Most preppers probably don’t spend very much time getting ready for a supervolcano like Yellowstone to erupt. Or at least they don’t if they’ve done their research. While there are a handful of these volcanoes on Earth, each of which could devastate our planet’s environment for years, the time between each eruption can be measured in hundreds of thousands of years. In all likelihood, we’re not going to see one of these volcanoes erupt in our lifetimes.
On the other hand, supervolcanoes are still pretty scary, because they can erupt at anytime. They’re kind of like those old jack-in-the-box toys. They spend a lot of time building up pressure before unexpectedly blowing up in your face.
Which has to make you wonder, how much warning would the public get before one of these geological beasts blows up? Even if a supervolcano is overdue for an eruption, that could mean that it’s going to blow its top tomorrow or 10,000 years from now. Is it really just going to go off one day without any warning, or will there be signs that will tip us off ahead of time?
It turns out that yes, supervolcanoes would provide a few warning signs that would give us a fairly definite timeline before they go off, but unfortunately it’s not a very comforting timeline. According to a recent study, you’d have about a year or less to prepare.
Right before any super eruption though, there is one final stage — the decompression stage — characterized by the release of gas bubbles at the eruption site.
So, the study researchers decided to analyze quartz crystals at the site of one of these massive eruptions that erupted in California about 760,000 years ago, creating the Long Valley Caldera. Quartz crystals cover surface rims of eruption sites, so by analyzing them, the researchers were able to determine the rim growth rates times of the volcano based on the concentration of titanium in the crystals. By measuring the size and growth rates of these rims, they were able to determine the length of time it took for an explosion to happen once the decompression phase had begun.
Their analysis showed that more than 70% of rim growth occurred in less than a year, indicating that the quartz rims grow mostly in just the days or months prior to an eruption.
At first glance, most preppers would find that kind of warning to be a relief. After all, if someone told you that say, a nuclear war was going to happen in a year or that a tsunami was going to wipe out your home in a few months, you would have plenty of time to either get ready or get out of dodge.
But with a supervolcano, you’re dealing with a disaster that people and governments would need more time to prepare for. Depending on where the volcano is positioned, millions of people may need to be evacuated, which even with a year’s heads up could turn into a massive humanitarian disaster.
And then there’s the ash that would spew over an area that could be as large as nearly 200,000 square miles, and piled several inches deep on the ground after it settles, screwing up crops and clogging rivers and streams in the process.
And finally, the volcano could expel massive amounts of gasses like sulfur dioxide, which would reflect the sun’s rays away from the Earth. That would likely cause unusual rain patterns and freezing weather, in regions and seasons that wouldn’t normally have those conditions. There’s no doubt that we’d be faced with massive crop failures all over the world. And if that’s not bad enough, this scenario could play out over the course of a decade.
There are already hundreds of millions of people who don’t have food. There’s no telling how many of them would die within a decade, or how much geopolitical insecurity that could cause. When you think about it, a supervolcano could totally shatter the current world order, for better or for worse, and that’s not really something any person or government could prepare for in less than a year.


=== About this exercise ===
With respect to the word "pixels", report how many lines of the following listing include it. Give nothing but the number.

=== Exercise data ===
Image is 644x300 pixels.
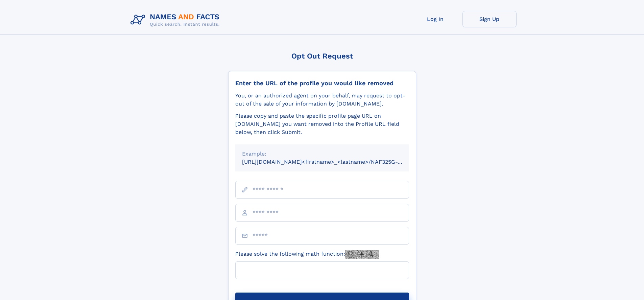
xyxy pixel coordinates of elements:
[463,11,517,27] a: Sign Up
[409,11,463,27] a: Log In
[235,250,379,259] label: Please solve the following math function:
[235,80,410,87] div: Enter the URL of the profile you would like removed
[242,158,422,165] small: [URL][DOMAIN_NAME]<firstname>_<lastname>/NAF325G-xxxxxxxx
[228,52,417,60] div: Opt Out Request
[235,112,410,136] div: Please copy and paste the specific profile page URL on [DOMAIN_NAME] you want removed into the Pr...
[235,91,410,108] div: You, or an authorized agent on your behalf, may request to opt-out of the sale of your informatio...
[242,150,403,158] div: Example:
[128,11,225,29] img: Logo Names and Facts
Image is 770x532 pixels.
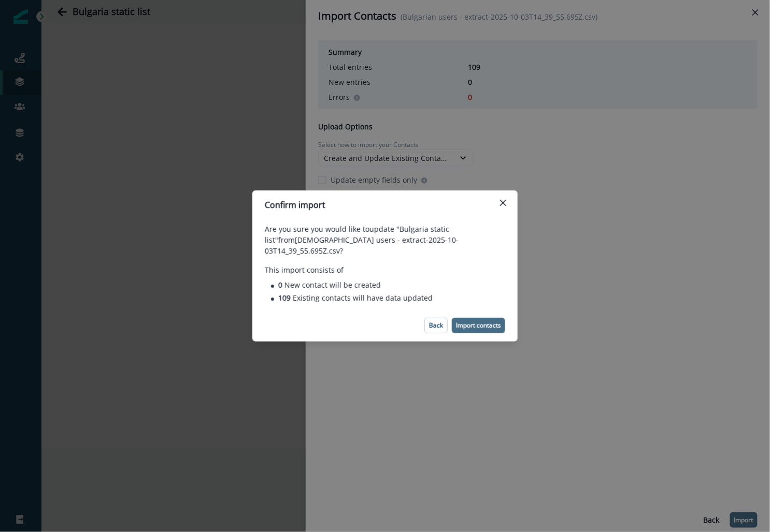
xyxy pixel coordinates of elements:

=== Output of the exercise ===
2